Notre Dame Folk Choir to host charitable Concert for the Missions

The Notre Dame Folk Choir will perform their annual Concert for the Missions in the Basilica of the Sacred Heart on Friday at 8 p.m. The concert benefits Yancana Huasy — an organization that assists families who have children with disabilities — through Holy Cross Missions, senior and Folk Choir social commissioner Greg Demet said.

“The Concert for the Missions is our annual event to raise proceeds for the Holy Cross Missions organization, and this will be our 24th year hosting the concert,” he said.

As the group’s only performance concert of the year, the Concert for the Mission places special emphasis on the organizations it benefits, senior and Folk Choir president Liam Maher said.

Located in Canto Grande, Peru — which contains a large impoverished population — Yancana Huasy supports families with disabled children because it is usually economically challenging to provide for their children here, Demet said.

“Our goal is to support these families financially, spiritually and socially,” he said. “We strive to give hope to families who have lost all hope by relieving them of significant economic burdens.”

Folk Choir director J.J. Wright said Yancana Huasy provides the Canto Grande community with services they need in order to live fuller lives.

“A child born with a disability is viewed as a curse in this community, which usually leaves the mothers to care for their children alone,” he said.

Canto Grande was built in landfill, and as a result contains a significantly poor population, Wright said.

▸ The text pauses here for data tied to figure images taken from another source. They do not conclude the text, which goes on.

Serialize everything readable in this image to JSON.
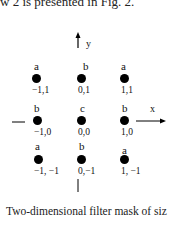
{
  "header": {
    "text": "w 2 is presented in Fig. 2."
  },
  "figure": {
    "axes": {
      "x_label": "x",
      "y_label": "y"
    },
    "points": [
      {
        "letter": "a",
        "coord": "−1,1"
      },
      {
        "letter": "b",
        "coord": "0,1"
      },
      {
        "letter": "a",
        "coord": "1,1"
      },
      {
        "letter": "b",
        "coord": "−1,0"
      },
      {
        "letter": "c",
        "coord": "0,0"
      },
      {
        "letter": "b",
        "coord": "1,0"
      },
      {
        "letter": "a",
        "coord": "−1, −1"
      },
      {
        "letter": "b",
        "coord": "0,−1"
      },
      {
        "letter": "a",
        "coord": "1, −1"
      }
    ],
    "caption": "Two-dimensional filter mask of siz"
  }
}
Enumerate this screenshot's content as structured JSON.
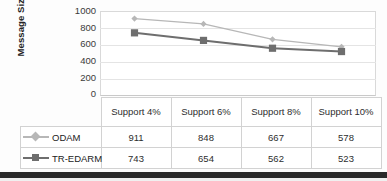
{
  "chart_data": {
    "type": "line",
    "title": "",
    "xlabel": "",
    "ylabel": "Message Size",
    "ylim": [
      0,
      1000
    ],
    "y_ticks": [
      1000,
      800,
      600,
      400,
      200,
      0
    ],
    "grid": true,
    "legend_position": "data-table-left",
    "categories": [
      "Support 4%",
      "Support 6%",
      "Support 8%",
      "Support 10%"
    ],
    "series": [
      {
        "name": "ODAM",
        "values": [
          911,
          848,
          667,
          578
        ],
        "color": "#b7b7b7",
        "marker": "diamond"
      },
      {
        "name": "TR-EDARM",
        "values": [
          743,
          654,
          562,
          523
        ],
        "color": "#6e6e6e",
        "marker": "square"
      }
    ]
  },
  "axis": {
    "y_title": "Message Size",
    "y_tick_labels": [
      "1000",
      "800",
      "600",
      "400",
      "200",
      "0"
    ]
  },
  "table": {
    "category_headers": [
      "Support 4%",
      "Support 6%",
      "Support 8%",
      "Support 10%"
    ],
    "rows": [
      {
        "label": "ODAM",
        "values": [
          "911",
          "848",
          "667",
          "578"
        ]
      },
      {
        "label": "TR-EDARM",
        "values": [
          "743",
          "654",
          "562",
          "523"
        ]
      }
    ]
  },
  "colors": {
    "series_odam": "#b7b7b7",
    "series_tredarm": "#6e6e6e",
    "gridline": "#e4e4e4",
    "table_border": "#d2d2d2"
  }
}
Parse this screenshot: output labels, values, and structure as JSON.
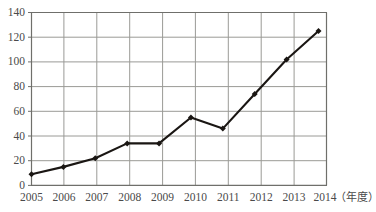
{
  "chart_data": {
    "type": "line",
    "title": "",
    "xlabel": "（年度）",
    "ylabel": "",
    "categories": [
      "2005",
      "2006",
      "2007",
      "2008",
      "2009",
      "2010",
      "2011",
      "2012",
      "2013",
      "2014"
    ],
    "values": [
      9,
      15,
      22,
      34,
      34,
      55,
      46,
      74,
      102,
      125
    ],
    "series": [
      {
        "name": "",
        "values": [
          9,
          15,
          22,
          34,
          34,
          55,
          46,
          74,
          102,
          125
        ]
      }
    ],
    "ylim": [
      0,
      140
    ],
    "yticks": [
      0,
      20,
      40,
      60,
      80,
      100,
      120,
      140
    ],
    "ytick_labels": [
      "0",
      "20",
      "40",
      "60",
      "80",
      "100",
      "120",
      "140"
    ],
    "xtick_labels": [
      "2005",
      "2006",
      "2007",
      "2008",
      "2009",
      "2010",
      "2011",
      "2012",
      "2013",
      "2014"
    ],
    "grid": true,
    "grid_x": true,
    "grid_y": true,
    "legend": false,
    "legend_position": "none",
    "marker": "diamond",
    "line_color": "#1a1613",
    "marker_color": "#1a1613",
    "grid_color": "#9a9a96",
    "axis_color": "#7d7d79",
    "tick_label_color": "#4a4a4a",
    "background_color": "#ffffff",
    "annotations": []
  }
}
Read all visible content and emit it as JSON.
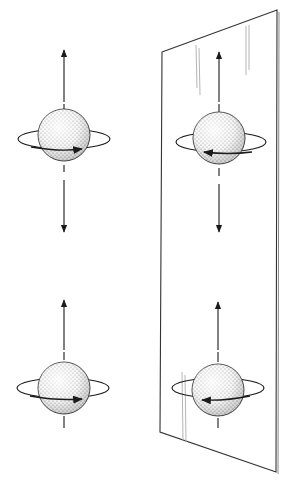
{
  "figure": {
    "colors": {
      "line": "#1a1a1a",
      "sphere_fill": "#ececec",
      "stipple": "#555555",
      "mirror_edge": "#333333",
      "mirror_streak": "#b5b5b5",
      "background": "#ffffff"
    },
    "panels": [
      {
        "id": "left-top",
        "label": "original",
        "spin_arrows": [
          "up",
          "down"
        ],
        "rotation_arrow": "right"
      },
      {
        "id": "right-top",
        "label": "mirror image",
        "spin_arrows": [
          "up",
          "down"
        ],
        "rotation_arrow": "left"
      },
      {
        "id": "left-bottom",
        "label": "original",
        "spin_arrows": [
          "up"
        ],
        "rotation_arrow": "right"
      },
      {
        "id": "right-bottom",
        "label": "mirror image",
        "spin_arrows": [
          "up"
        ],
        "rotation_arrow": "left"
      }
    ],
    "mirror": {
      "present": true
    }
  }
}
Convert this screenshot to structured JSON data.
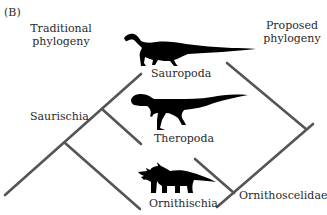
{
  "figure": {
    "panel_label": "(B)",
    "left_title_line1": "Traditional",
    "left_title_line2": "phylogeny",
    "right_title_line1": "Proposed",
    "right_title_line2": "phylogeny"
  },
  "taxa": {
    "sauropoda": "Sauropoda",
    "theropoda": "Theropoda",
    "ornithischia": "Ornithischia"
  },
  "clades": {
    "saurischia": "Saurischia",
    "ornithoscelidae": "Ornithoscelidae"
  },
  "colors": {
    "line": "#555555",
    "silhouette": "#000000",
    "text": "#2a2a2a"
  },
  "icons": {
    "sauropod": "sauropod-silhouette",
    "theropod": "theropod-silhouette",
    "ceratopsian": "ceratopsian-silhouette"
  }
}
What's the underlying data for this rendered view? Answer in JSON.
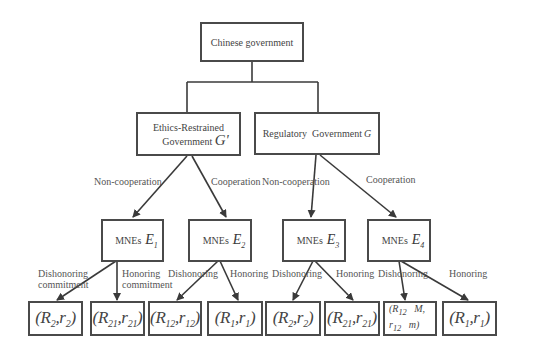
{
  "root": {
    "label": "Chinese government"
  },
  "level2": [
    {
      "label_line1": "Ethics-Restrained",
      "label_line2": "Government",
      "symbol": "G'"
    },
    {
      "label": "Regulatory  Government",
      "symbol": "G"
    }
  ],
  "edges_level2": [
    {
      "label": "Non-cooperation"
    },
    {
      "label": "Cooperation"
    },
    {
      "label": "Non-cooperation"
    },
    {
      "label": "Cooperation"
    }
  ],
  "level3": [
    {
      "label": "MNEs",
      "symbol": "E",
      "sub": "1"
    },
    {
      "label": "MNEs",
      "symbol": "E",
      "sub": "2"
    },
    {
      "label": "MNEs",
      "symbol": "E",
      "sub": "3"
    },
    {
      "label": "MNEs",
      "symbol": "E",
      "sub": "4"
    }
  ],
  "edges_level3": [
    {
      "line1": "Dishonoring",
      "line2": "commitment"
    },
    {
      "line1": "Honoring",
      "line2": "commitment"
    },
    {
      "line1": "Dishonoring"
    },
    {
      "line1": "Honoring"
    },
    {
      "line1": "Dishonoring"
    },
    {
      "line1": "Honoring"
    },
    {
      "line1": "Dishonoring"
    },
    {
      "line1": "Honoring"
    }
  ],
  "leaves": [
    {
      "R": "R",
      "Rsub": "2",
      "r": "r",
      "rsub": "2"
    },
    {
      "R": "R",
      "Rsub": "21",
      "r": "r",
      "rsub": "21"
    },
    {
      "R": "R",
      "Rsub": "12",
      "r": "r",
      "rsub": "12"
    },
    {
      "R": "R",
      "Rsub": "1",
      "r": "r",
      "rsub": "1"
    },
    {
      "R": "R",
      "Rsub": "2",
      "r": "r",
      "rsub": "2"
    },
    {
      "R": "R",
      "Rsub": "21",
      "r": "r",
      "rsub": "21"
    },
    {
      "line1_R": "(R",
      "line1_Rsub": "12",
      "line1_M": "M,",
      "line2_r": "r",
      "line2_rsub": "12",
      "line2_m": "m)"
    },
    {
      "R": "R",
      "Rsub": "1",
      "r": "r",
      "rsub": "1"
    }
  ],
  "punct": {
    "open": "(",
    "comma": ",",
    "close": ")"
  }
}
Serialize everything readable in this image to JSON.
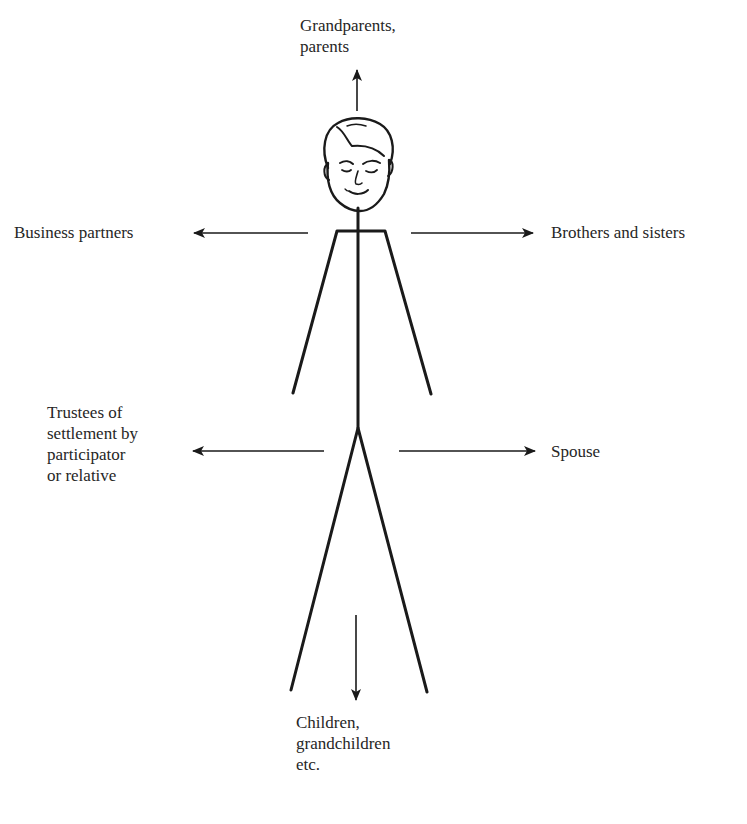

“The Holy Cross brothers founded a parish here to build up the community,” he said. “The funds we raise through our concert are given to the Yancana Huasy organization, who chooses how to best use them.”

This year has especially focused on integrating Peruvian culture into the concert, Wright said.

“This year is exciting, because we have a particular focus on their work in Peru,” he said. “ … We’re striving to encounter Canto Grande’s cultural situation by learning music that is authentically Peruvian and South American in an effort to understand the people culturally.”

The concert will be set up in a Mass setting, Maher said, in order to increase the spirituality of the event.

“We approach the concert as a prayer-like experience,” he said. “We take time to reflect in between songs, hold the Mass completely in Spanish and have included some hymns and choral pieces that will make the music speak for itself. We want the concert’s music to make a connection between those who are listening and the Holy Cross Missions, rather than draw the connection physically.”

The Folk Choir has also invited Juan Pastor, a Peruvian musician, to help lead the performance, Wright said.

“Learning by performance is especially important in Peruvian culture, and Pastor has taught us the important aspects of the music found in between the lines,” he said. “ … Having someone provide us the gift of showing what music actually sounds like has been very enlightening.”

Maher said Pastor brought his expertise to help the Folk Choir learn to represent the Canto Grande people.

“He helped us approach the music from a culturally sensitive standpoint,” Maher said. “He’s connected a lot of the dots that we were unable to, simply because this has been such a new experience for us.”